LONDON: We could call it Romnesia: the ability of the very rich to forget the context in which they made their money. To forget their education, inheritance, family networks, contacts and introductions. To forget the workers whose labour enriched them. To forget the infrastructure and security, the educated workforce, the contracts, subsidies and bailouts the government provided.

Every political system requires a justifying myth. The Soviet Union had Alexey Stakhanov, the miner reputed to have extracted 100 tonnes of coal in six hours. The US had Richard Hunter, the hero of Horatio Alger’s rags-to-riches tales.

Both stories contained a germ of truth. Stakhanov worked hard for a cause in which he believed, but his output was probably faked. When Alger wrote his novels, some poor people had become very rich in the US. But the further from its ideals (productivity in the Soviet Union, opportunity in the US) a system strays, the more fervently its justifying myths are propounded.

As the developed nations succumb to extreme inequality and social immobility, the myth of the self-made man becomes ever more potent. It is used to justify its polar opposite: an unassailable rent-seeking class, deploying its inherited money to finance the seizure of other people’s wealth.

The crudest exponent of Romnesia is the Australian mining magnate Gina Rinehart. “There is no monopoly on becoming a millionaire,” she insists. “If you’re jealous of those with more money, don’t just sit there and complain; do something to make more money yourselves — spend less time drinking or smoking and socialising and more time working ... Remember our roots, and create your own success.”

Remembering her roots is what Rinehart fails to do. She forgot to add that if you want to become a millionaire — in her case a billionaire — it helps to inherit an iron ore mine and a fortune from your father and to ride a commodities boom. Had she spent her life lying in bed and throwing darts at the wall, she would still be stupendously rich.

Rich lists are stuffed with people who either inherited their money or who made it through rent-seeking activities: by means other than innovation and productive effort. They’re a catalogue of speculators, property barons, dukes, IT monopolists, loan sharks, bank chiefs, oil sheikhs, mining magnates, oligarchs and chief executives paid out of all proportion to any value they generate. Looters, in short. The richest mining barons are those to whom governments sold natural resources for a song. Russian, Mexican and British oligarchs acquired underpriced public assets through privatisation, and now run a toll-booth economy. Bankers use incomprehensible instruments to fleece their clients and the taxpayer. But as rentiers capture the economy, the opposite story must be told.

Scarcely a Republican speech fails to reprise the Richard Hunter narrative, and almost all these rags-to-riches tales turn out to be bunkum. “Everything that Ann and I have,” Mitt Romney claims, “we earned the old-fashioned way.” Old fashioned like Blackbeard, perhaps. Two searing exposures in Rolling Stone magazine document the leveraged buyouts which destroyed viable companies, value and jobs, and the costly federal bailout which saved Romney’s political skin.

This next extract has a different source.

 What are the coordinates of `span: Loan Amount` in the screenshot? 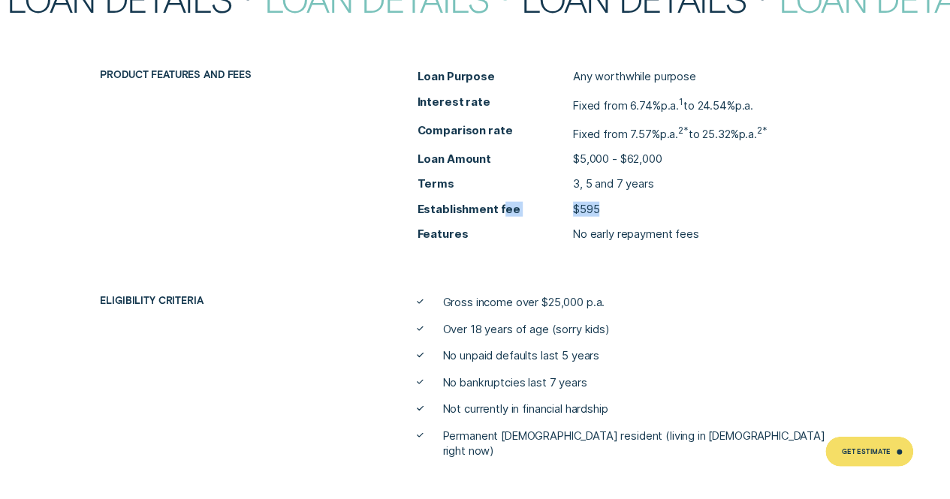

Romney personifies economic parasitism. The financial sector has become a job-destroying, life-crushing machine, which impoverishes others to enrich itself. The tighter its grip on politics, the more its representatives must tell the opposite story: of life-affirming enterprise, innovation and investment, of brave entrepreneurs making their fortunes out of nothing but grit and wit.

There is an obvious flip side to this story. “Anyone can make it — I did without help” translates as “I refuse to pay taxes to help other people, as they can help themselves” — whether or not they inherited an iron ore mine from daddy. In the article in which she urged the poor to emulate her, Rinehart also proposed that the minimum wage should be reduced. Who needs fair pay if anyone can become a millionaire?

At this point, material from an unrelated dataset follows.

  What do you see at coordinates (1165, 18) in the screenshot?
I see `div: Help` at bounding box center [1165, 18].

In 2010, the richest one per cent in the US captured an astonishing 93 per cnet of that year’s gain in incomes. In the same year, corporate chief executives made, on average, 243 times as much as the median worker (in 1965 the ratio was 10 times lower). Between 1970 and 2010, the Gini coefficient, which measures inequality, rose in the US from 0.35 to 0.44: an astounding leap.

As for social mobility, of the rich countries listed by the OECD, the three in which men’s earnings are most likely to resemble their father’s are, in this order, the UK, Italy and the US. If you are born poor or born rich in these nations, you are likely to stay that way. It is no coincidence that these three countries all promote themselves as lands of unparalleled opportunity.

Equal opportunity, self-creation, heroic individualism: these are the myths that predatory capitalism requires for its political survival. Romnesia permits the ultra-rich both to deny the role of other people in the creation of their own wealth and to deny help to those less fortunate than themselves. A century ago, entrepreneurs sought to pass themselves off as parasites: they adopted the style and manner of the titled, rentier class. Today the parasites claim to be entrepreneurs.